Reputation: 675
I'm creating a SQLite database with this Knex migration. When I review the DB in SQLiteStudio, it doesn't indicate that the email column is unique. Is there a mistake I'm missing?
exports.up = function (knex) {
return knex.schema
.createTable('users', users => {
users.increments();
users.string('email', 128).unique().notNullable();
users.string('password', 256).notNullable();
})
Generated DDL code:
CREATE TABLE users (
id INTEGER NOT NULL
PRIMARY KEY AUTOINCREMENT,
email VARCHAR (128) NOT NULL,
password VARCHAR (256) NOT NULL
);
Alternatives I've tried that didn't work:
-Switching order of unique() and notNullable()
users.string('email', 128).notNullable().unique()

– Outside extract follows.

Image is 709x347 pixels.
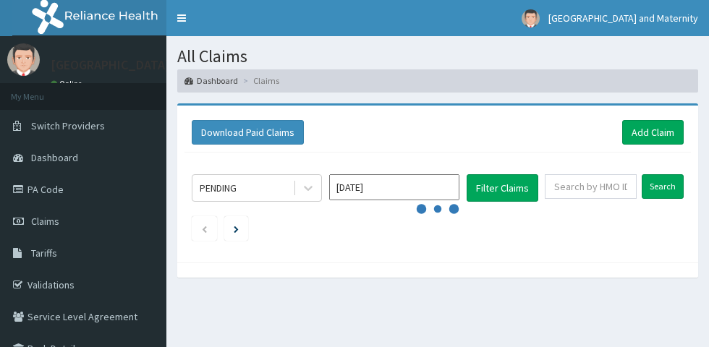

-Creating a separate line to add the Unique constraint
.createTable('users', users => {
users.increments();
users.string('email', 128).notNullable();
users.string('password', 256).notNullable();
users.unique('email');
})
Upvotes: 0
Views: 1622
Reputation: 7654
It's unique, you're just not going to see it in the CREATE TABLE
statement. SQLite sets a UNIQUE
constraint by creating an index with the UNIQUE
qualifier. Take the following Knex migration, for example:
exports.up = knex =>
knex.schema.debug().createTable("users", t => {
t.increments("id");
t.string("name").unique();
});
Note debug()
, very handy if you want to see what SQL is being generated. Here's the debug output:
[
{
sql: 'create table `users` (`id` integer not null ' +
'primary key autoincrement, `name` ' +
'varchar(255))',
bindings: []
},
{
sql: 'create unique index `users_name_unique` on `users` (`name`)',
bindings: []
}
]
As you can see, a second statement is issued to create the UNIQUE
constraint. If we now go and look at the database, we'll see something like:
07:48 $ sqlite3 dev.sqlite3
sqlite> .dump users
BEGIN TRANSACTION;
CREATE TABLE `users` (`id` integer not null primary key autoincrement,
`name` varchar(255));
CREATE UNIQUE INDEX `users_name_unique` on `users` (`name`);
COMMIT;
As an aside, you may wish to do more research about the possible length of user emails. See this answer as a starting point.